Many hours after midnight, having overturned the sofas, emptied all the drawers and cupboards, removed the building blocks piece by piece from their boxes, turfed the dog out of her bed, checked behind the fridge, in the cat litter and around the driveway (as if!), I managed to persuade an increasingly irascible Lizzie to come to bed, we’d find it later. Problem solved – or so I thought.

The following day we repeated the exact same process, double and triple checking all the places we’d already double and triple checked the night before. I ended up checking through the bins, the nappy bin, the freezer, inside the guitars, stretching my hands into deep, dark crevices no mortal ever dared to delve. Still no banana.

Long after midnight, I managed to persuade Lizzie to come to bed, where she tossed and turned all night, no doubt dreaming of incompleteness.

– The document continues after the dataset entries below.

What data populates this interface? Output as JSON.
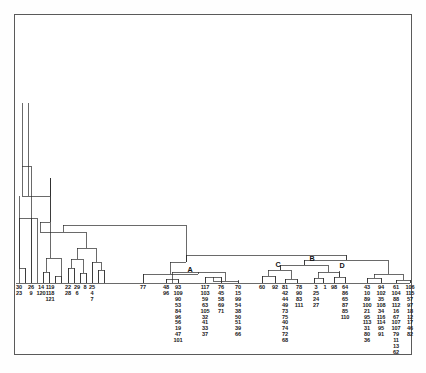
{
  "figure": {
    "type": "dendrogram",
    "title": "",
    "border_color": "#5a5a5a",
    "line_color": "#2b2b2b",
    "background": "#ffffff"
  },
  "cluster_labels": [
    {
      "text": "A",
      "x": 190,
      "y": 271
    },
    {
      "text": "C",
      "x": 278,
      "y": 266
    },
    {
      "text": "B",
      "x": 314,
      "y": 261
    },
    {
      "text": "D",
      "x": 344,
      "y": 267
    }
  ],
  "chart_data": {
    "type": "dendrogram",
    "title": "",
    "xlabel": "",
    "ylabel": "",
    "grid": false,
    "legend": "none",
    "baseline_y": 283,
    "leaf_columns": [
      {
        "x": 19,
        "items": [
          "30",
          "23"
        ]
      },
      {
        "x": 31,
        "items": [
          "26",
          "9"
        ]
      },
      {
        "x": 41,
        "items": [
          "14",
          "120"
        ]
      },
      {
        "x": 50,
        "items": [
          "119",
          "118",
          "121"
        ]
      },
      {
        "x": 68,
        "items": [
          "22",
          "28"
        ]
      },
      {
        "x": 77,
        "items": [
          "29",
          "6"
        ]
      },
      {
        "x": 85,
        "items": [
          "8"
        ]
      },
      {
        "x": 92,
        "items": [
          "25",
          "4",
          "7"
        ]
      },
      {
        "x": 143,
        "items": [
          "77"
        ]
      },
      {
        "x": 166,
        "items": [
          "48",
          "96"
        ]
      },
      {
        "x": 178,
        "items": [
          "93",
          "109",
          "90",
          "53",
          "84",
          "96",
          "56",
          "19",
          "47",
          "101"
        ]
      },
      {
        "x": 205,
        "items": [
          "117",
          "103",
          "59",
          "63",
          "105",
          "32",
          "41",
          "33",
          "37"
        ]
      },
      {
        "x": 221,
        "items": [
          "76",
          "45",
          "58",
          "69",
          "71"
        ]
      },
      {
        "x": 238,
        "items": [
          "70",
          "15",
          "99",
          "54",
          "38",
          "50",
          "51",
          "39",
          "66"
        ]
      },
      {
        "x": 262,
        "items": [
          "60"
        ]
      },
      {
        "x": 275,
        "items": [
          "92"
        ]
      },
      {
        "x": 285,
        "items": [
          "81",
          "42",
          "44",
          "49",
          "73",
          "75",
          "40",
          "74",
          "72",
          "68"
        ]
      },
      {
        "x": 299,
        "items": [
          "78",
          "90",
          "83",
          "111"
        ]
      },
      {
        "x": 316,
        "items": [
          "3",
          "25",
          "24",
          "27"
        ]
      },
      {
        "x": 325,
        "items": [
          "1"
        ]
      },
      {
        "x": 334,
        "items": [
          "98"
        ]
      },
      {
        "x": 345,
        "items": [
          "64",
          "86",
          "65",
          "87",
          "85",
          "110"
        ]
      },
      {
        "x": 367,
        "items": [
          "43",
          "10",
          "89",
          "100",
          "21",
          "95",
          "113",
          "31",
          "80",
          "36"
        ]
      },
      {
        "x": 381,
        "items": [
          "94",
          "102",
          "35",
          "108",
          "34",
          "116",
          "114",
          "95",
          "91"
        ]
      },
      {
        "x": 396,
        "items": [
          "61",
          "104",
          "88",
          "112",
          "16",
          "67",
          "107",
          "107",
          "79",
          "11",
          "13",
          "62"
        ]
      },
      {
        "x": 410,
        "items": [
          "106",
          "115",
          "57",
          "97",
          "18",
          "12",
          "17",
          "46",
          "82"
        ]
      }
    ],
    "links": [
      {
        "x1": 19,
        "x2": 31,
        "y": 211,
        "note": "leftmost pair"
      },
      {
        "x1": 25,
        "x2": 41,
        "y": 161
      },
      {
        "x1": 33,
        "x2": 50,
        "y": 178
      },
      {
        "x1": 41,
        "x2": 56,
        "y": 250
      },
      {
        "x1": 68,
        "x2": 77,
        "y": 268
      },
      {
        "x1": 72,
        "x2": 85,
        "y": 262
      },
      {
        "x1": 78,
        "x2": 92,
        "y": 272
      },
      {
        "x1": 56,
        "x2": 85,
        "y": 244
      },
      {
        "x1": 70,
        "x2": 160,
        "y": 240
      },
      {
        "x1": 143,
        "x2": 190,
        "y": 274
      },
      {
        "x1": 166,
        "x2": 178,
        "y": 278
      },
      {
        "x1": 205,
        "x2": 221,
        "y": 276
      },
      {
        "x1": 213,
        "x2": 238,
        "y": 279
      },
      {
        "x1": 172,
        "x2": 225,
        "y": 273
      },
      {
        "x1": 262,
        "x2": 275,
        "y": 276
      },
      {
        "x1": 268,
        "x2": 285,
        "y": 272
      },
      {
        "x1": 276,
        "x2": 299,
        "y": 269
      },
      {
        "x1": 316,
        "x2": 325,
        "y": 277
      },
      {
        "x1": 320,
        "x2": 334,
        "y": 274
      },
      {
        "x1": 327,
        "x2": 345,
        "y": 270
      },
      {
        "x1": 367,
        "x2": 381,
        "y": 277
      },
      {
        "x1": 396,
        "x2": 410,
        "y": 279
      },
      {
        "x1": 374,
        "x2": 403,
        "y": 273
      },
      {
        "x1": 288,
        "x2": 336,
        "y": 263
      },
      {
        "x1": 312,
        "x2": 388,
        "y": 268
      },
      {
        "x1": 198,
        "x2": 350,
        "y": 265
      },
      {
        "x1": 86,
        "x2": 274,
        "y": 255
      }
    ]
  }
}
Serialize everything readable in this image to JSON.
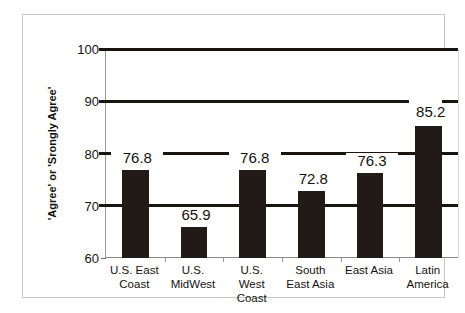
{
  "chart_data": {
    "type": "bar",
    "title": "",
    "subtitle": "",
    "xlabel": "",
    "ylabel": "'Agree' or 'Srongly Agree'",
    "categories": [
      "U.S. East Coast",
      "U.S. MidWest",
      "U.S. West Coast",
      "South East Asia",
      "East Asia",
      "Latin America"
    ],
    "category_lines": [
      [
        "U.S. East",
        "Coast"
      ],
      [
        "U.S.",
        "MidWest"
      ],
      [
        "U.S.",
        "West",
        "Coast"
      ],
      [
        "South",
        "East Asia"
      ],
      [
        "East Asia"
      ],
      [
        "Latin",
        "America"
      ]
    ],
    "values": [
      76.8,
      65.9,
      76.8,
      72.8,
      76.3,
      85.2
    ],
    "value_labels": [
      "76.8",
      "65.9",
      "76.8",
      "72.8",
      "76.3",
      "85.2"
    ],
    "ylim": [
      60,
      100
    ],
    "yticks": [
      60,
      70,
      80,
      90,
      100
    ],
    "ytick_labels": [
      "60",
      "70",
      "80",
      "90",
      "100"
    ],
    "gridlines": [
      70,
      80,
      90,
      100
    ],
    "grid": true,
    "legend": null,
    "legend_position": "none",
    "bar_color": "#221a16",
    "grid_color": "#1a1411",
    "background_color": "#ffffff",
    "frame_color": "#c9c9c9"
  }
}
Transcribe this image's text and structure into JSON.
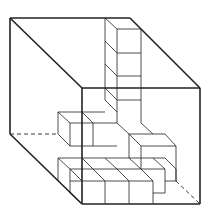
{
  "diagram": {
    "stroke_color": "#222222",
    "outer_cube": {
      "solid": [
        [
          10,
          18,
          130,
          18
        ],
        [
          10,
          18,
          10,
          134
        ],
        [
          10,
          18,
          82,
          88
        ],
        [
          130,
          18,
          200,
          88
        ],
        [
          82,
          88,
          200,
          88
        ],
        [
          82,
          88,
          82,
          204
        ],
        [
          200,
          88,
          200,
          204
        ],
        [
          82,
          204,
          200,
          204
        ],
        [
          10,
          134,
          82,
          204
        ]
      ],
      "dashed": [
        [
          10,
          134,
          58,
          134
        ],
        [
          176,
          181,
          200,
          204
        ]
      ]
    },
    "inner_lines": [
      [
        105,
        18,
        105,
        100
      ],
      [
        117,
        29,
        141,
        29
      ],
      [
        117,
        29,
        117,
        123
      ],
      [
        141,
        29,
        141,
        123
      ],
      [
        105,
        18,
        117,
        29
      ],
      [
        117,
        53,
        141,
        53
      ],
      [
        105,
        41,
        117,
        53
      ],
      [
        117,
        76,
        141,
        76
      ],
      [
        105,
        64,
        117,
        76
      ],
      [
        117,
        100,
        141,
        100
      ],
      [
        105,
        88,
        117,
        100
      ],
      [
        105,
        100,
        117,
        112
      ],
      [
        58,
        112,
        105,
        112
      ],
      [
        58,
        112,
        70,
        123
      ],
      [
        70,
        123,
        117,
        123
      ],
      [
        58,
        112,
        58,
        134
      ],
      [
        70,
        123,
        70,
        146
      ],
      [
        93,
        123,
        93,
        146
      ],
      [
        82,
        112,
        93,
        123
      ],
      [
        70,
        146,
        117,
        146
      ],
      [
        58,
        134,
        70,
        146
      ],
      [
        117,
        123,
        129,
        134
      ],
      [
        141,
        123,
        153,
        134
      ],
      [
        129,
        134,
        165,
        134
      ],
      [
        129,
        134,
        129,
        158
      ],
      [
        165,
        134,
        176,
        146
      ],
      [
        141,
        146,
        176,
        146
      ],
      [
        141,
        146,
        141,
        169
      ],
      [
        176,
        146,
        176,
        181
      ],
      [
        129,
        134,
        141,
        146
      ],
      [
        58,
        158,
        165,
        158
      ],
      [
        58,
        158,
        70,
        169
      ],
      [
        58,
        158,
        58,
        181
      ],
      [
        82,
        158,
        93,
        169
      ],
      [
        105,
        158,
        117,
        169
      ],
      [
        129,
        158,
        141,
        169
      ],
      [
        70,
        169,
        165,
        169
      ],
      [
        70,
        169,
        70,
        193
      ],
      [
        165,
        169,
        165,
        193
      ],
      [
        153,
        158,
        165,
        169
      ],
      [
        70,
        181,
        82,
        181
      ],
      [
        82,
        181,
        153,
        181
      ],
      [
        70,
        193,
        82,
        204
      ],
      [
        105,
        181,
        105,
        204
      ],
      [
        129,
        181,
        129,
        204
      ],
      [
        153,
        181,
        153,
        204
      ],
      [
        153,
        193,
        165,
        193
      ],
      [
        141,
        169,
        153,
        181
      ],
      [
        117,
        169,
        129,
        181
      ],
      [
        93,
        169,
        105,
        181
      ],
      [
        70,
        169,
        82,
        181
      ],
      [
        165,
        158,
        176,
        169
      ],
      [
        176,
        169,
        176,
        181
      ],
      [
        165,
        181,
        176,
        181
      ]
    ]
  }
}
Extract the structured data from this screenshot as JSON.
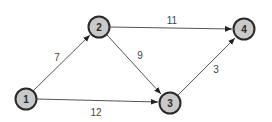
{
  "diagram": {
    "type": "directed-weighted-graph",
    "colors": {
      "node_fill": "#c9c9c9",
      "node_stroke": "#2a2a2a",
      "edge": "#555555",
      "label": "#444444"
    },
    "nodes": [
      {
        "id": "1",
        "label": "1",
        "x": 26,
        "y": 99
      },
      {
        "id": "2",
        "label": "2",
        "x": 99,
        "y": 27
      },
      {
        "id": "3",
        "label": "3",
        "x": 170,
        "y": 103
      },
      {
        "id": "4",
        "label": "4",
        "x": 244,
        "y": 29
      }
    ],
    "edges": [
      {
        "from": "1",
        "to": "2",
        "weight": "7",
        "label_x": 57,
        "label_y": 57
      },
      {
        "from": "2",
        "to": "4",
        "weight": "11",
        "label_x": 172,
        "label_y": 20
      },
      {
        "from": "2",
        "to": "3",
        "weight": "9",
        "label_x": 140,
        "label_y": 55
      },
      {
        "from": "1",
        "to": "3",
        "weight": "12",
        "label_x": 96,
        "label_y": 112
      },
      {
        "from": "3",
        "to": "4",
        "weight": "3",
        "label_x": 216,
        "label_y": 69
      }
    ]
  }
}
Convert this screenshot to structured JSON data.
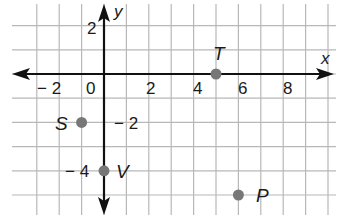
{
  "plane": {
    "x_axis_label": "x",
    "y_axis_label": "y",
    "x_ticks": [
      {
        "value": -2,
        "label": "− 2"
      },
      {
        "value": 0,
        "label": "0"
      },
      {
        "value": 2,
        "label": "2"
      },
      {
        "value": 4,
        "label": "4"
      },
      {
        "value": 6,
        "label": "6"
      },
      {
        "value": 8,
        "label": "8"
      }
    ],
    "y_ticks": [
      {
        "value": 2,
        "label": "2"
      },
      {
        "value": -2,
        "label": "− 2"
      },
      {
        "value": -4,
        "label": "− 4"
      }
    ],
    "grid_x_range": [
      -3,
      10
    ],
    "grid_y_range": [
      -5,
      2
    ],
    "grid_color": "#b8b8b8",
    "axis_color": "#111111",
    "point_color": "#777777"
  },
  "points": [
    {
      "name": "T",
      "x": 5,
      "y": 0
    },
    {
      "name": "S",
      "x": -1,
      "y": -2
    },
    {
      "name": "V",
      "x": 0,
      "y": -4
    },
    {
      "name": "P",
      "x": 6,
      "y": -5
    }
  ]
}
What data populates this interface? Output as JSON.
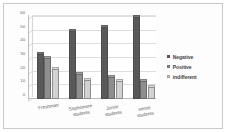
{
  "chart_data": {
    "type": "bar",
    "title": "",
    "subtitle": "",
    "xlabel": "",
    "ylabel": "",
    "categories": [
      "Freshman",
      "Sophomore students",
      "Junior students",
      "senior students"
    ],
    "series": [
      {
        "name": "Negative",
        "values": [
          33,
          50,
          53,
          60
        ],
        "color": "#595959"
      },
      {
        "name": "Positive",
        "values": [
          30,
          18,
          16,
          13
        ],
        "color": "#8e8e8e"
      },
      {
        "name": "indifferent",
        "values": [
          22,
          14,
          13,
          9
        ],
        "color": "#d2d2d2"
      }
    ],
    "ylim": [
      0,
      60
    ],
    "yticks": [
      0,
      10,
      20,
      30,
      40,
      50,
      60
    ],
    "ytick_labels": [
      "0",
      "10",
      "20",
      "30",
      "40",
      "50",
      "60"
    ],
    "grid": true,
    "legend_position": "right",
    "style": "3d-column"
  },
  "axis": {
    "y_tick_labels": [
      "60",
      "50",
      "40",
      "30",
      "20",
      "10",
      "0"
    ]
  },
  "categories": [
    {
      "line1": "Freshman",
      "line2": ""
    },
    {
      "line1": "Sophomore",
      "line2": "students"
    },
    {
      "line1": "Junior",
      "line2": "students"
    },
    {
      "line1": "senior",
      "line2": "students"
    }
  ],
  "legend": {
    "items": [
      {
        "label": "Negative",
        "swatch": "legend-swatch-negative"
      },
      {
        "label": "Positive",
        "swatch": "legend-swatch-positive"
      },
      {
        "label": "indifferent",
        "swatch": "legend-swatch-indifferent"
      }
    ]
  }
}
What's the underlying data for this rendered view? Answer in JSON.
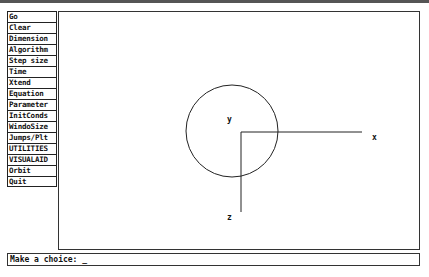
{
  "menu": {
    "items": [
      {
        "label": "Go"
      },
      {
        "label": "Clear"
      },
      {
        "label": "Dimension"
      },
      {
        "label": "Algorithm"
      },
      {
        "label": "Step size"
      },
      {
        "label": "Time"
      },
      {
        "label": "Xtend"
      },
      {
        "label": "Equation"
      },
      {
        "label": "Parameter"
      },
      {
        "label": "InitConds"
      },
      {
        "label": "WindoSize"
      },
      {
        "label": "Jumps/Plt"
      },
      {
        "label": "UTILITIES"
      },
      {
        "label": "VISUALAID"
      },
      {
        "label": "Orbit"
      },
      {
        "label": "Quit"
      }
    ]
  },
  "plot": {
    "axes": {
      "x": "x",
      "y": "y",
      "z": "z"
    },
    "circle": {
      "cx": 173,
      "cy": 119,
      "r": 46
    }
  },
  "prompt": {
    "text": "Make a choice: _"
  }
}
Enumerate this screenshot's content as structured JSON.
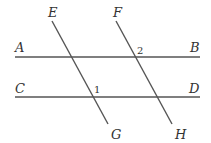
{
  "diagram": {
    "type": "two parallel lines cut by two transversals",
    "lines": [
      {
        "name": "AB",
        "x1": 15,
        "y1": 57,
        "x2": 200,
        "y2": 57
      },
      {
        "name": "CD",
        "x1": 15,
        "y1": 97,
        "x2": 200,
        "y2": 97
      },
      {
        "name": "EG",
        "x1": 52,
        "y1": 21,
        "x2": 108,
        "y2": 124
      },
      {
        "name": "FH",
        "x1": 116,
        "y1": 21,
        "x2": 172,
        "y2": 124
      }
    ],
    "labels": {
      "A": "A",
      "B": "B",
      "C": "C",
      "D": "D",
      "E": "E",
      "F": "F",
      "G": "G",
      "H": "H"
    },
    "angles": {
      "angle1": "1",
      "angle2": "2"
    },
    "color": "#555555"
  }
}
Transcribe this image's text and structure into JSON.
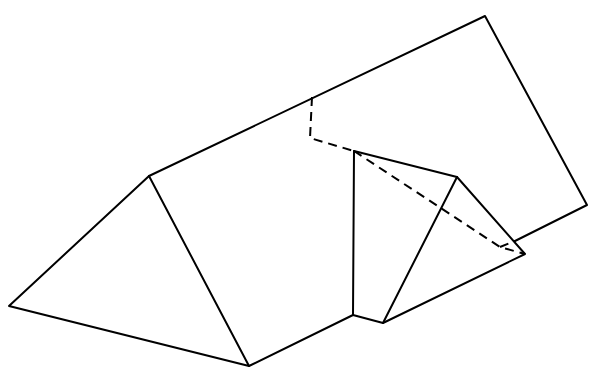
{
  "diagram": {
    "title": "",
    "stroke_color": "#000000",
    "background": "#ffffff",
    "solid_edges": [
      {
        "name": "left-triangle",
        "points": [
          [
            9,
            306
          ],
          [
            149,
            176
          ],
          [
            249,
            366
          ]
        ],
        "closed": true
      },
      {
        "name": "prism-bottom-edge",
        "points": [
          [
            249,
            366
          ],
          [
            353,
            315
          ]
        ]
      },
      {
        "name": "plane-top-edge",
        "points": [
          [
            149,
            176
          ],
          [
            485,
            16
          ],
          [
            587,
            205
          ],
          [
            515,
            241
          ]
        ]
      },
      {
        "name": "vertical-edge",
        "points": [
          [
            353,
            315
          ],
          [
            354,
            151
          ]
        ]
      },
      {
        "name": "small-triangle",
        "points": [
          [
            354,
            151
          ],
          [
            457,
            177
          ],
          [
            525,
            254
          ],
          [
            383,
            323
          ],
          [
            353,
            315
          ]
        ]
      },
      {
        "name": "small-triangle-inner",
        "points": [
          [
            457,
            177
          ],
          [
            383,
            323
          ]
        ]
      }
    ],
    "dashed_edges": [
      {
        "name": "hidden-bend",
        "points": [
          [
            312,
            97
          ],
          [
            310,
            138
          ],
          [
            354,
            151
          ]
        ]
      },
      {
        "name": "hidden-diagonal",
        "points": [
          [
            354,
            151
          ],
          [
            500,
            247
          ],
          [
            525,
            254
          ]
        ]
      },
      {
        "name": "hidden-plane-edge",
        "points": [
          [
            500,
            247
          ],
          [
            515,
            241
          ]
        ]
      }
    ]
  }
}
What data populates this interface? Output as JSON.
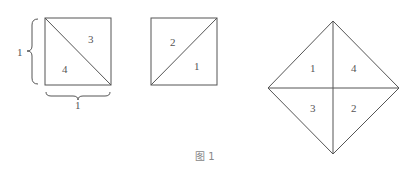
{
  "figure": {
    "caption": "图 1",
    "square_a": {
      "dimension_left": "1",
      "dimension_bottom": "1",
      "triangles": [
        "3",
        "4"
      ]
    },
    "square_b": {
      "triangles": [
        "2",
        "1"
      ]
    },
    "diamond": {
      "regions": [
        "1",
        "4",
        "3",
        "2"
      ]
    }
  }
}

It was two-thirds of the way through the third day of the search, after putting the baby to bed and moving the sofas for perhaps the eighth time, that I finally declared enough to be enough. Actually, I think what I might have said was something along the lines of, ‘I’m all out of f**ks to give about half a goddamned plastic banana! Don’t ever mention it to me again, I don’t care anymore, there’re another two plastic bananas in the corner of the study anyway, for God’s sake, let me live, why won’t you let me live!’ And suchlike and so forth.

Two days later, Lizzie stopped moving the furniture. Two days after that, she stopped talking about the banana.

But the stage was set. The anxiety was there. And it manifested itself late every evening with the words, ‘Have you seen…?’

Every evening for the past month, Lizzie has lost something and pressganged me into helping her find it. Mostly it’s Izzie’s hairclips, less than an inch long, or her dummies, transparent. Sometimes it’s pieces of paper, a scrap torn off the back of an envelope on which she has written the world’s most important information. Quite often it’s socks, which necessitate going through the sleeves of every item of clothing we own in case it’s become lodged inside in the wash. Occasionally it’s earrings, tiny, insignificant, nigh-invisible earrings. Every single evening, give or take.

I’ve been under the sofa so many times now, I can describe it better than the back of my hand. The inside of the dustbin no longer holds any mysteries. The sound of building blocks being removed from the box one at a time fills me with dread, and every time I hear the words, ‘Have you seen…?’ my blood chills within me. No, I haven’t seen it. But I guarantee we’re spending the next two hours searching for it.

There are two possibllities for explaining this behaviour. The first is that, because both sets of our parents were away, Lizzie has been anxious for the last month, and this anxiety has triggered an obsessive need to have control over the minutiae of our household to distract her from her own feelings of vulnerability. Once triggered by the missing banana, her mind became stuck in a loop of repetitive, obsessive behaviour, fostered by her rigid autistic way of thinking.

The second is that she’s faking all these disappearances and we’re still searching for that flipping plastic banana!